I was very interested this morning to read in Robert Genn’s newsletter his thoughts on the same topic I addressed yesterday – that of going back to an older piece and working again from the same idea, but with considered cogitation!
He writes: “While appreciating what you did right in the past, free your mind to reinvent and refine in areas previously not thought of.”
As well as the points I made yesterday about removing unnecessary detail, adding interest where it lacked it and needed it, making the colours richer, subtler and more varied and overall being looser…he also advocates looking at every aspect of the piece and seeing if you can push it in a slightly different direction. Instead of working more quickly, try to work more slowly…but with a great flourish. Definitely loosen up where things were too tight. Address the negative areas ( I really didn’t have any in my first piece, but tried to get the effect of some in the second) and check out the focal area and the track of vision – was it strong enough? or alternatively, was it too obvious? Was there some mystery? or if things were too vague, could they be clarified?
Reworking a piece is a good time to take risks!
This could be the start of a series…
If you have been, thanks for reading! Elizabeth
PS I still havn’t figured out whether or not to include the chain on Chain Cross #2, I think I’m going to send the client pictures both ways and let him choose!
7 comments:
And here I've been thinking about gathering up a load of UFOs and making "gasp" a blanket!
a quilt by any other name....!!
Question: I understand the value of re-examining and re-working a piece. Hopefully I've learned something in this venture. But I am unclear if you are dismantling a quilt or making a new one on the same basic design, tweaking it here and there as you wish. So is it indeed the same physical piece with new things added or a new one? Thanks for the mental challenge you always present for looking at our own work.
it's an entirely new piece, the first one now lives in California somewhere! This one is quite different. though several times I have remade a piece, usually by cropping it heavily, adding pigment and overlays.
There are quite a few pieces I made a while ago that I have been looking at with new eyes, thanks for the inspiration of perhaps trying it.
The Foundation Trialogy
thats what happens when a artist re-works on his work.
isac asimov's
The Foundation Trialogy
still the best fiction trialogy
apart from the J.R.R Tolkin's
The Lord Of The Rings.
---
he first written the scratch around 12 years before until a publisher asked him to write a fiction and he read the scratch again set to start on the basis and the outcome is you know right.
You wrote, "you have much more sense of what it is about the image that is important to you..." I thought I was the only one who was often mistaken about WHAT IT WAS that I liked about a certain scene or image! When will I learn? Thanks for helping me along the way.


What you will do — Reproduce all of the records word for word, omitting the pictures.

Input for this task —
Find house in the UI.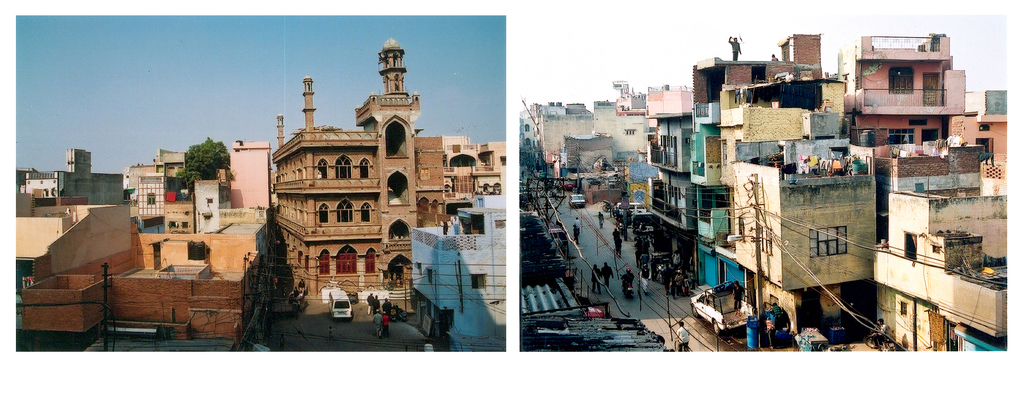
UI element at (632,81,700,278).
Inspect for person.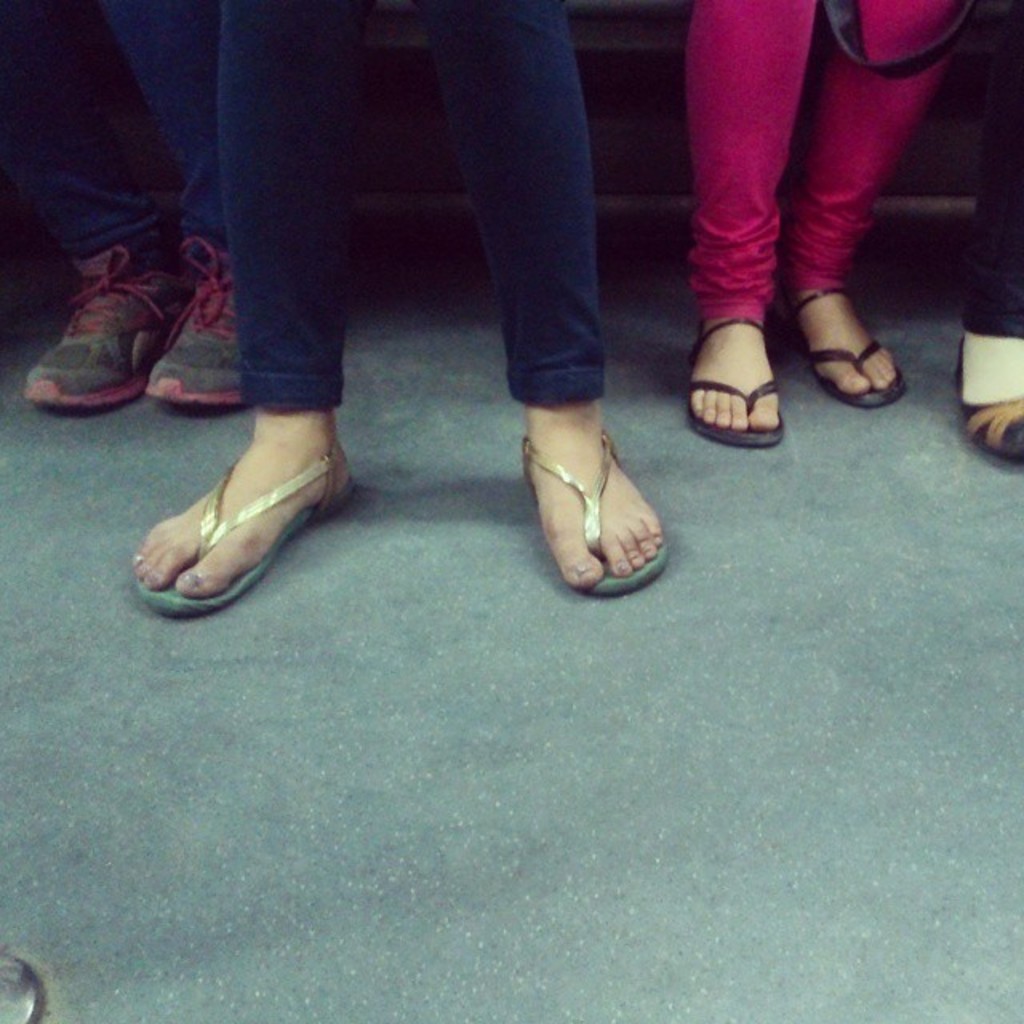
Inspection: (x1=683, y1=0, x2=970, y2=446).
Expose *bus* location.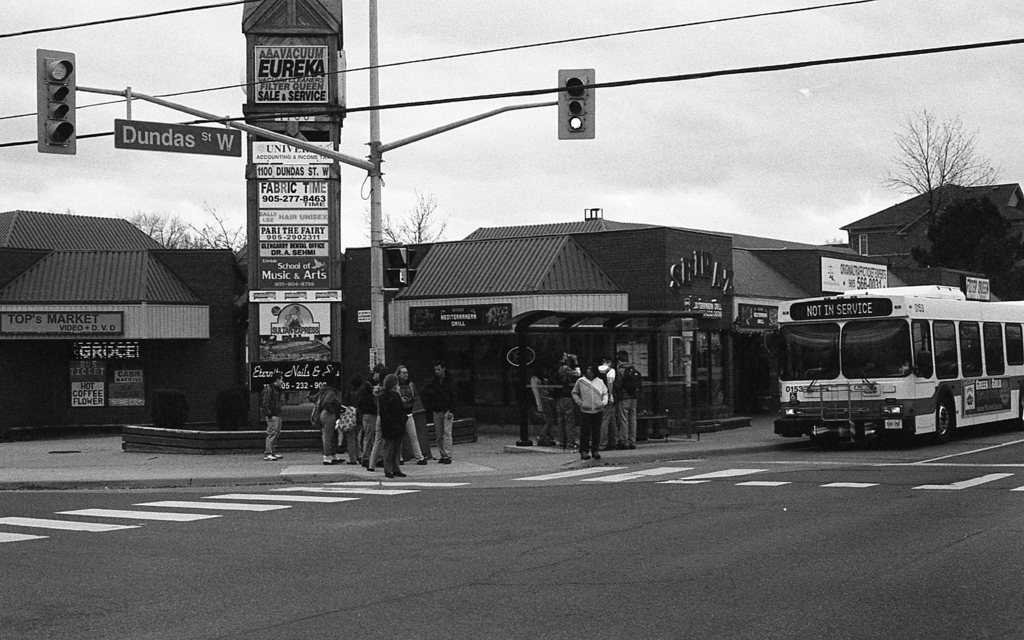
Exposed at pyautogui.locateOnScreen(773, 289, 1023, 450).
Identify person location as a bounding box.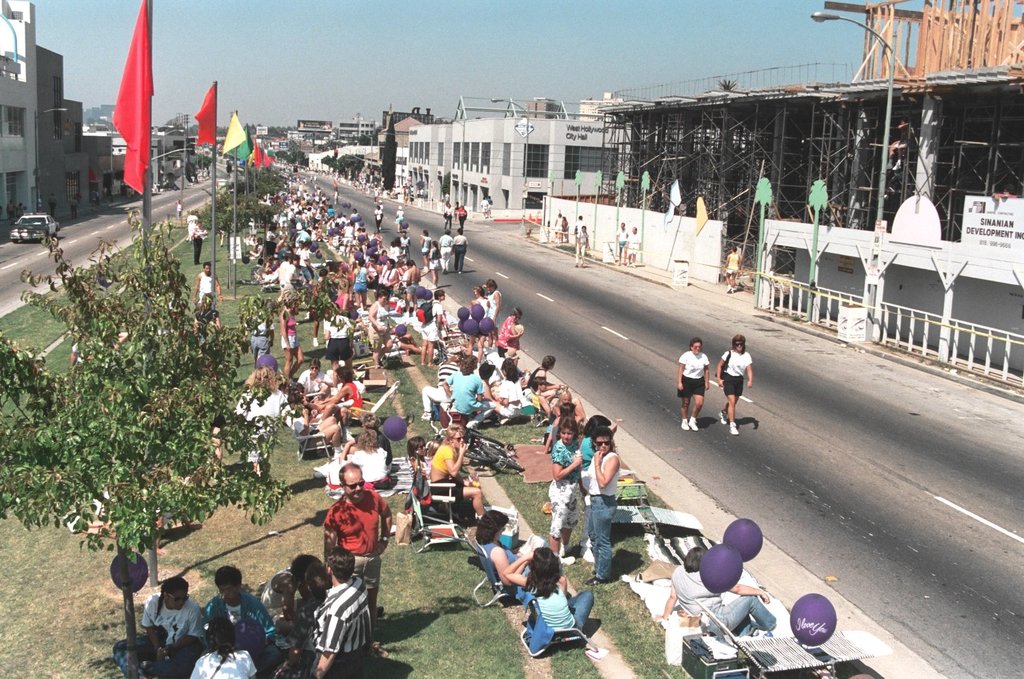
Rect(192, 224, 208, 258).
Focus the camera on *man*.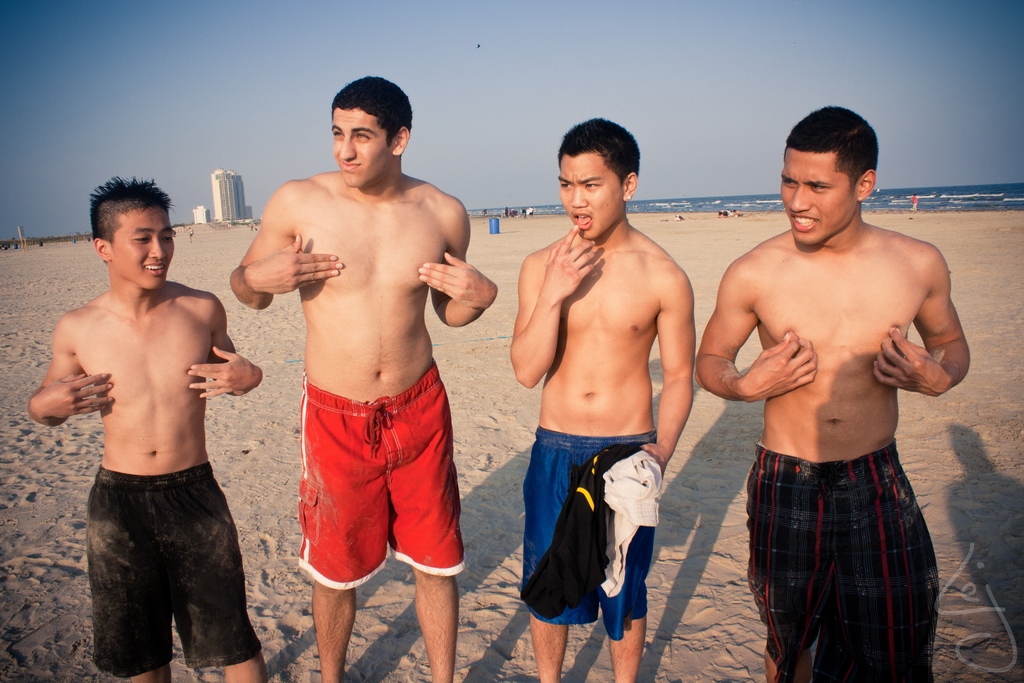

Written solution —
Find house in the UI.
UI element at (632,81,700,278).
Inspect for person.
Inspection: (x1=683, y1=0, x2=970, y2=446).
Expose *bus* location.
Exposed at pyautogui.locateOnScreen(773, 289, 1023, 450).
Identify person location as a bounding box.
Rect(192, 224, 208, 258).
Focus the camera on *man*.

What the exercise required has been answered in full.